Nevertheless, Harris has also experienced sustained criticism for her prosecutorial record, particularly among progressive Democrats. She was previously found to have withheld information about a police laboratory technician compromising evidence, resulting in the dismissal of 600 legal cases. As California’s Attorney General, Harris criminalised habitual truancy; a move that disproportionately affected Black and Latino children. Moreover, she appealed a Federal Judge’s decision that deemed the death penalty unconstitutional, opposed a bill mandating her office investigate police shootings and refused to support state-wide standards for police bodycam usage. Harris also has a questionable record of pursuing wrongful conviction cases.

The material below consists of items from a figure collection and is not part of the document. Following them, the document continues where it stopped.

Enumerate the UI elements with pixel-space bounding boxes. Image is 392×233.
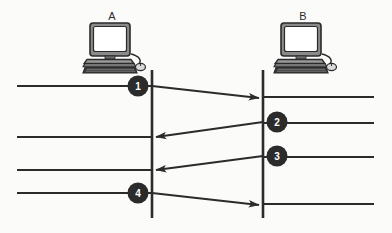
step-badge-3-label: 3	[274, 151, 280, 162]
step-badge-4-label: 4	[135, 188, 141, 199]
desktop-computer-icon-b	[274, 23, 337, 73]
step-badge-2-label: 2	[274, 117, 280, 128]
host-label-a: A	[108, 10, 116, 22]
host-label-b: B	[299, 10, 306, 22]
desktop-computer-icon-a	[83, 23, 146, 73]
message-arrow-1	[152, 86, 259, 98]
diagram-svg: A B	[0, 0, 392, 233]
message-arrow-4	[152, 193, 259, 205]
message-arrow-2	[156, 122, 263, 137]
sequence-diagram-canvas: A B	[0, 0, 392, 233]
step-badge-1-label: 1	[135, 81, 141, 92]
step-badge-4[interactable]: 4	[128, 183, 149, 204]
step-badge-1[interactable]: 1	[128, 76, 149, 97]
step-badge-2[interactable]: 2	[267, 112, 288, 133]
message-arrow-3	[156, 156, 263, 170]
step-badge-3[interactable]: 3	[267, 146, 288, 167]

Activist and voter backlash to these decisions, together with staff squabbles and diminishing campaign contributions, are what eventually grounded her 2020 presidential run. This was despite initial promise, when she challenged Joe Biden on his previous opposition to busing. Nonetheless, Biden’s selection of Harris as his running mate, was proof that her star, while hurt, had certainly not been extinguished. Many now view her as the presumptive frontrunner for the 2024 Democratic Party nomination, given the unlikelihood of Biden seeking a second term. If that were to happen, Harris would again make history. After a career of shattering glass ceilings, it would be foolish to bet against her.

 

This article was originally published in YDS' end of year Special Edition, '2020'. The Special Edition can be accessed here.

 

Sanjay Balakumar is a fourth-year International Studies and Law student at the University of New South Wales. His interests are diverse; they include economic and political security in the Indo-Pacific, the socio-political dynamics that shape countries’ elections, and technology's impact on informed political discourse.